Crosby Tatum’s romantic comedy “Confused . . . by Love’’ is headed to a Cannes film festival. OK, not the Cannes Film Festival, but still. The film will premiere as an official selection in the 13th Festival International du Film PanAfricain de Cannes which runs April 16-20. Tatum, who held a private screening of his film in Cambridge in February, hopes that “Confused . . . by Love’’ will have its Boston premiere at the Roxbury International Film Festival in June, though it hasn’t been officially selected yet.
A Roxbury native now living in Hyde Park, which is also home to his Triceptus Studios, Tatum wrote the script in 2014 and started production last year with a mostly Boston-based cast and crew. A house in Grove Hall served as the principal location for the six-day shoot. “Confused . . . by Love’’ is about a couple, Ferguson and Tiffany (played by Keith Mascoll and Jamie M. Perez), who face foreclosure on their house. Another couple, Reggie and Joline (Simba Dibinga and Jordan Lloyd), offer assistance but with conditions. Despite its story line about marital and financial strife, “Confused . . . by Love’’ is described by Tatum as a feel-good movie.
It also sprang from personal experience. Tatum remembers that when he was 13 his mother struggled with high mortgage payments and her separation from Tatum’s father. “She sold our home in Dorchester and we ended up sleeping in the same room in my aunt’s house in Hyde Park. My mother worked but we had no home,’’ he says.
A graduate of the New England Institute of Art, Tatum worked for Chicago-based filmmaker Christopher Nolen on several films that aired on BET. Tatum produced, directed, and starred in his first feature, “Surprise, Surprise,’’ released last year. Besides fielding distribution offers for “Confused . . . by Love,’’ Triceptus Studios is currently producing “Camellia,’’ a music industry-set series by Opal Thompson, one of the producers of “Confused . . . by Love.’’
For more information go to www.confusedfilm.com.
Encore performance
If you missed its North American premiere at Emerson’s Paramount Center last month, you can catch “The Consul of Bordeaux’’ on April 17 at 11 a.m. at the West Newton Cinema. Directed by Francisco Manso and Joao Correa, the 2011 film from Portugal is based on the true story of Aristides de Sousa Mendes, who saved 30,000 people from Nazi persecution by defying government orders and issuing visas for safe passage to Portugal during World War II. “The Consul of Bordeaux’’ is presented by local filmmaker Claire Andrade-Watkins’s SPIA Media Productions Inc., which in 1999 released Mango’s film “Testamento.’’
For more information go to spiamedia.com.
Throwback Thursday
Audiences are invited to celebrate the 60th anniversary of a pair of classics: Fred M. Wilcox’s sci-fi groundbreaker “Forbidden Planet’’ and John Ford’s landmark western “The Searchers.’’ Presented by the Boston Sci-Fi Film Festival and Warner Archive, both films will screen in 35mm on April 21 at 7:30 p.m. at the Somerville Theatre. One of the great sci-fi films of the ’50s, “Forbidden Planet’’ boasts Oscar-nominated special effects including Robby the Robot, one of the first screen robots who is a distinct character. The plot reimagines Shakespeare’s “The Tempest’’ on a planet where Dr. Morbius (Walter Pidgeon) has built a kingdom to protect his daughter Altaira (Anne Francis) from outsiders. “The Searchers,’’ one of Hollywood’s most revered and influential westerns, follows Civil War veteran Ethan Edwards (John Wayne) on a years-long quest to rescue his niece (Natalie Wood), who has been kidnapped by Comanches.
For more information go to somervilletheatre.com.
Cue the figher pilots
Boston-based organist Peter Krasinski, known for his live, improvised accompaniment of silent films, will provide the soundtrack to “Wings’’ (1927), the classic tale of love and war, on April 22 at 7 p.m. in Harvard’s Memorial Church. Presented by the Harvard Organ Society, “Wings,’’ winner of the first Academy Award for best picture, is about fighter pilots Jack Powell (Charles “Buddy’’ Rogers) and David Armstrong (Richard Arlen), who enlist to fight in World War I. Clara Bow costars as the “girl next door’’ who’s in love with Jack and joins the war effort as an ambulance driver.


__The problem__
In your copy of the data, omit the pictures and keep all else exactly as given.

__Dataset listings of figures__
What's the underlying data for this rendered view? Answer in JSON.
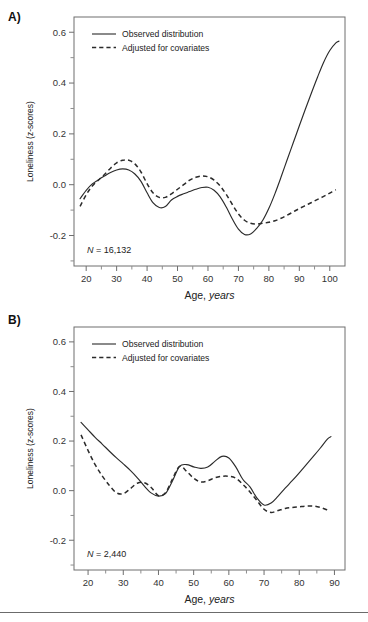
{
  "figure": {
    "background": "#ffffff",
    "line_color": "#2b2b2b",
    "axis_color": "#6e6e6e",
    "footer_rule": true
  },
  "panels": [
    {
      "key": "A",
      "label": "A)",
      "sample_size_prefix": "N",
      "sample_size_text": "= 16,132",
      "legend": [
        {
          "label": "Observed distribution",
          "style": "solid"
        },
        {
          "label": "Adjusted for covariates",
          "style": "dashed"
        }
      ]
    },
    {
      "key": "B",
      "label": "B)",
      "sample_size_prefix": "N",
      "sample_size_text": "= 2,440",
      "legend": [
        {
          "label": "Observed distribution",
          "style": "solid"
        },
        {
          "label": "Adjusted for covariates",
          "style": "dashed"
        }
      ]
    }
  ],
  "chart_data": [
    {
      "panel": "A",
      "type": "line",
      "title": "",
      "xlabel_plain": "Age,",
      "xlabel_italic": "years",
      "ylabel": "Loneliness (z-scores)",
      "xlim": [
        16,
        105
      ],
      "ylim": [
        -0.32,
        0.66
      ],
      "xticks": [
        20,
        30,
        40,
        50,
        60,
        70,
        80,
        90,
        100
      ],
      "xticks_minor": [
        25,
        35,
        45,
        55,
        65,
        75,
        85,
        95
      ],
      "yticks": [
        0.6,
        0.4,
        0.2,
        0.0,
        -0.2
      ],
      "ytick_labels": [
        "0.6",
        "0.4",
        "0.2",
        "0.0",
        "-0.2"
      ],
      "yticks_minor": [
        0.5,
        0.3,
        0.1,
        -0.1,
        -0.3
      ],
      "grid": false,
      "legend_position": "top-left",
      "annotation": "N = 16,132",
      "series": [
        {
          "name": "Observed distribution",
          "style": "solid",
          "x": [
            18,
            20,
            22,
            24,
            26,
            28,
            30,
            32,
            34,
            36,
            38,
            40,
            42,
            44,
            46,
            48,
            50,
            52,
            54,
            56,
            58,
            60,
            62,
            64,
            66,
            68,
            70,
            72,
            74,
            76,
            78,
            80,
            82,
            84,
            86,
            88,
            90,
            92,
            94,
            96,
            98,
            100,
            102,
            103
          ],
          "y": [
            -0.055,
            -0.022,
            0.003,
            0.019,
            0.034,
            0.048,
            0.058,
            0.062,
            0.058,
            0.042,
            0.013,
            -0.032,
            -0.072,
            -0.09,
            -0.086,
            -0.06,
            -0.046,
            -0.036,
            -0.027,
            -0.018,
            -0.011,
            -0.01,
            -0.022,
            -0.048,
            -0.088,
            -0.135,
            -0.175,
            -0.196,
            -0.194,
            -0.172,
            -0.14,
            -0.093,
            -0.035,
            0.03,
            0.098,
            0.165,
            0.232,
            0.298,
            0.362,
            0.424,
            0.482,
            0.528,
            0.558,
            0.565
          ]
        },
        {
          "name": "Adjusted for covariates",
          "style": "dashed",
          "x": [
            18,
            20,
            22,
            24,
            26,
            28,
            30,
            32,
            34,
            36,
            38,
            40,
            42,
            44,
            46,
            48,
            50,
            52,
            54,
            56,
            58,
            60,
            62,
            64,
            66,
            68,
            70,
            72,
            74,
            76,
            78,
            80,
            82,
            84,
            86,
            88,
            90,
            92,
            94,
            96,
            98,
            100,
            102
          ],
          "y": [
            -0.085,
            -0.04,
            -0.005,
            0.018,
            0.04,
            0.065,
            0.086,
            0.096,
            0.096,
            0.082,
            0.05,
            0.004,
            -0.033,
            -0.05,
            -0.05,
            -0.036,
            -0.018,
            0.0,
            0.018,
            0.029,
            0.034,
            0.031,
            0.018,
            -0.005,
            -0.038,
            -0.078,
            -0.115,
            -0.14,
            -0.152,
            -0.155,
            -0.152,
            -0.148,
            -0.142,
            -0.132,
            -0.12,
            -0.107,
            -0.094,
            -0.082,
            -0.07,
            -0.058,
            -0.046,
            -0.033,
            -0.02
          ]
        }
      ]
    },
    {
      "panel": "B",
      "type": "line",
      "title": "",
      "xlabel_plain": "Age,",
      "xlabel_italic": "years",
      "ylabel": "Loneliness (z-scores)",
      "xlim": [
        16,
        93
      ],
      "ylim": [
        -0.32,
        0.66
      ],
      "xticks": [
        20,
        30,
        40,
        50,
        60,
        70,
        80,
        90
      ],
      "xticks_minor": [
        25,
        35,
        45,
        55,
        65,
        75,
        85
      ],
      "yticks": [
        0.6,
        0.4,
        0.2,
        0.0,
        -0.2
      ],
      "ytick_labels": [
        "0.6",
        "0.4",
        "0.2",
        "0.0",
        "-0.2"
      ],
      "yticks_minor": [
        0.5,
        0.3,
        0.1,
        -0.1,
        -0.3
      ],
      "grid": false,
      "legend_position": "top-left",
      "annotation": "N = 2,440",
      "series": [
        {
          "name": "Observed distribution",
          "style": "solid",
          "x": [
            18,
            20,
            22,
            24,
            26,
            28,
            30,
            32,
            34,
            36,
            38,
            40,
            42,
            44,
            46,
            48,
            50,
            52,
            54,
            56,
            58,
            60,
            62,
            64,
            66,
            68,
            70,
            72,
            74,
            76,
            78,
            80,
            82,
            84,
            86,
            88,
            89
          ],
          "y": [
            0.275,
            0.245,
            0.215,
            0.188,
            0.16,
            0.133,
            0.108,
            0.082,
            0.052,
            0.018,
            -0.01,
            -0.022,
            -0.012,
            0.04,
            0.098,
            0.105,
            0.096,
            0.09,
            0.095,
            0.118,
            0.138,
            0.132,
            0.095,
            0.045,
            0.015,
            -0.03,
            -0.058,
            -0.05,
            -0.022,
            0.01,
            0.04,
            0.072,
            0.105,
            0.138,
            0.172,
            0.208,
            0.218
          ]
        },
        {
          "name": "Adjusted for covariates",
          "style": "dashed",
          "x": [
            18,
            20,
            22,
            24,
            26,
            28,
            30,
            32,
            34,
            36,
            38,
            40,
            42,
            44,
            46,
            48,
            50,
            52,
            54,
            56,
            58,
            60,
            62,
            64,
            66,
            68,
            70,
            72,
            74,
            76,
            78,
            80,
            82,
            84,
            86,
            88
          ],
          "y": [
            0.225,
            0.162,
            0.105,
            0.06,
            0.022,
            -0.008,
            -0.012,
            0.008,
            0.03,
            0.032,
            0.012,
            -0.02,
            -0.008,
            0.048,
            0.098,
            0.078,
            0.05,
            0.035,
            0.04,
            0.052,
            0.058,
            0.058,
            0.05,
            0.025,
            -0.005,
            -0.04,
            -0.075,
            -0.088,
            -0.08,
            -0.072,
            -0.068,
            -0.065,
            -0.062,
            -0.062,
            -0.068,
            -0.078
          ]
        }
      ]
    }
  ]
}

__Exercise solution__
What's the underlying data for this rendered view? Answer in JSON.
{
  "figure": {
    "background": "#ffffff",
    "line_color": "#2b2b2b",
    "axis_color": "#6e6e6e",
    "footer_rule": true
  },
  "panels": [
    {
      "key": "A",
      "label": "A)",
      "sample_size_prefix": "N",
      "sample_size_text": "= 16,132",
      "legend": [
        {
          "label": "Observed distribution",
          "style": "solid"
        },
        {
          "label": "Adjusted for covariates",
          "style": "dashed"
        }
      ]
    },
    {
      "key": "B",
      "label": "B)",
      "sample_size_prefix": "N",
      "sample_size_text": "= 2,440",
      "legend": [
        {
          "label": "Observed distribution",
          "style": "solid"
        },
        {
          "label": "Adjusted for covariates",
          "style": "dashed"
        }
      ]
    }
  ],
  "chart_data": [
    {
      "panel": "A",
      "type": "line",
      "title": "",
      "xlabel_plain": "Age,",
      "xlabel_italic": "years",
      "ylabel": "Loneliness (z-scores)",
      "xlim": [
        16,
        105
      ],
      "ylim": [
        -0.32,
        0.66
      ],
      "xticks": [
        20,
        30,
        40,
        50,
        60,
        70,
        80,
        90,
        100
      ],
      "xticks_minor": [
        25,
        35,
        45,
        55,
        65,
        75,
        85,
        95
      ],
      "yticks": [
        0.6,
        0.4,
        0.2,
        0.0,
        -0.2
      ],
      "ytick_labels": [
        "0.6",
        "0.4",
        "0.2",
        "0.0",
        "-0.2"
      ],
      "yticks_minor": [
        0.5,
        0.3,
        0.1,
        -0.1,
        -0.3
      ],
      "grid": false,
      "legend_position": "top-left",
      "annotation": "N = 16,132",
      "series": [
        {
          "name": "Observed distribution",
          "style": "solid",
          "x": [
            18,
            20,
            22,
            24,
            26,
            28,
            30,
            32,
            34,
            36,
            38,
            40,
            42,
            44,
            46,
            48,
            50,
            52,
            54,
            56,
            58,
            60,
            62,
            64,
            66,
            68,
            70,
            72,
            74,
            76,
            78,
            80,
            82,
            84,
            86,
            88,
            90,
            92,
            94,
            96,
            98,
            100,
            102,
            103
          ],
          "y": [
            -0.055,
            -0.022,
            0.003,
            0.019,
            0.034,
            0.048,
            0.058,
            0.062,
            0.058,
            0.042,
            0.013,
            -0.032,
            -0.072,
            -0.09,
            -0.086,
            -0.06,
            -0.046,
            -0.036,
            -0.027,
            -0.018,
            -0.011,
            -0.01,
            -0.022,
            -0.048,
            -0.088,
            -0.135,
            -0.175,
            -0.196,
            -0.194,
            -0.172,
            -0.14,
            -0.093,
            -0.035,
            0.03,
            0.098,
            0.165,
            0.232,
            0.298,
            0.362,
            0.424,
            0.482,
            0.528,
            0.558,
            0.565
          ]
        },
        {
          "name": "Adjusted for covariates",
          "style": "dashed",
          "x": [
            18,
            20,
            22,
            24,
            26,
            28,
            30,
            32,
            34,
            36,
            38,
            40,
            42,
            44,
            46,
            48,
            50,
            52,
            54,
            56,
            58,
            60,
            62,
            64,
            66,
            68,
            70,
            72,
            74,
            76,
            78,
            80,
            82,
            84,
            86,
            88,
            90,
            92,
            94,
            96,
            98,
            100,
            102
          ],
          "y": [
            -0.085,
            -0.04,
            -0.005,
            0.018,
            0.04,
            0.065,
            0.086,
            0.096,
            0.096,
            0.082,
            0.05,
            0.004,
            -0.033,
            -0.05,
            -0.05,
            -0.036,
            -0.018,
            0.0,
            0.018,
            0.029,
            0.034,
            0.031,
            0.018,
            -0.005,
            -0.038,
            -0.078,
            -0.115,
            -0.14,
            -0.152,
            -0.155,
            -0.152,
            -0.148,
            -0.142,
            -0.132,
            -0.12,
            -0.107,
            -0.094,
            -0.082,
            -0.07,
            -0.058,
            -0.046,
            -0.033,
            -0.02
          ]
        }
      ]
    },
    {
      "panel": "B",
      "type": "line",
      "title": "",
      "xlabel_plain": "Age,",
      "xlabel_italic": "years",
      "ylabel": "Loneliness (z-scores)",
      "xlim": [
        16,
        93
      ],
      "ylim": [
        -0.32,
        0.66
      ],
      "xticks": [
        20,
        30,
        40,
        50,
        60,
        70,
        80,
        90
      ],
      "xticks_minor": [
        25,
        35,
        45,
        55,
        65,
        75,
        85
      ],
      "yticks": [
        0.6,
        0.4,
        0.2,
        0.0,
        -0.2
      ],
      "ytick_labels": [
        "0.6",
        "0.4",
        "0.2",
        "0.0",
        "-0.2"
      ],
      "yticks_minor": [
        0.5,
        0.3,
        0.1,
        -0.1,
        -0.3
      ],
      "grid": false,
      "legend_position": "top-left",
      "annotation": "N = 2,440",
      "series": [
        {
          "name": "Observed distribution",
          "style": "solid",
          "x": [
            18,
            20,
            22,
            24,
            26,
            28,
            30,
            32,
            34,
            36,
            38,
            40,
            42,
            44,
            46,
            48,
            50,
            52,
            54,
            56,
            58,
            60,
            62,
            64,
            66,
            68,
            70,
            72,
            74,
            76,
            78,
            80,
            82,
            84,
            86,
            88,
            89
          ],
          "y": [
            0.275,
            0.245,
            0.215,
            0.188,
            0.16,
            0.133,
            0.108,
            0.082,
            0.052,
            0.018,
            -0.01,
            -0.022,
            -0.012,
            0.04,
            0.098,
            0.105,
            0.096,
            0.09,
            0.095,
            0.118,
            0.138,
            0.132,
            0.095,
            0.045,
            0.015,
            -0.03,
            -0.058,
            -0.05,
            -0.022,
            0.01,
            0.04,
            0.072,
            0.105,
            0.138,
            0.172,
            0.208,
            0.218
          ]
        },
        {
          "name": "Adjusted for covariates",
          "style": "dashed",
          "x": [
            18,
            20,
            22,
            24,
            26,
            28,
            30,
            32,
            34,
            36,
            38,
            40,
            42,
            44,
            46,
            48,
            50,
            52,
            54,
            56,
            58,
            60,
            62,
            64,
            66,
            68,
            70,
            72,
            74,
            76,
            78,
            80,
            82,
            84,
            86,
            88
          ],
          "y": [
            0.225,
            0.162,
            0.105,
            0.06,
            0.022,
            -0.008,
            -0.012,
            0.008,
            0.03,
            0.032,
            0.012,
            -0.02,
            -0.008,
            0.048,
            0.098,
            0.078,
            0.05,
            0.035,
            0.04,
            0.052,
            0.058,
            0.058,
            0.05,
            0.025,
            -0.005,
            -0.04,
            -0.075,
            -0.088,
            -0.08,
            -0.072,
            -0.068,
            -0.065,
            -0.062,
            -0.062,
            -0.068,
            -0.078
          ]
        }
      ]
    }
  ]
}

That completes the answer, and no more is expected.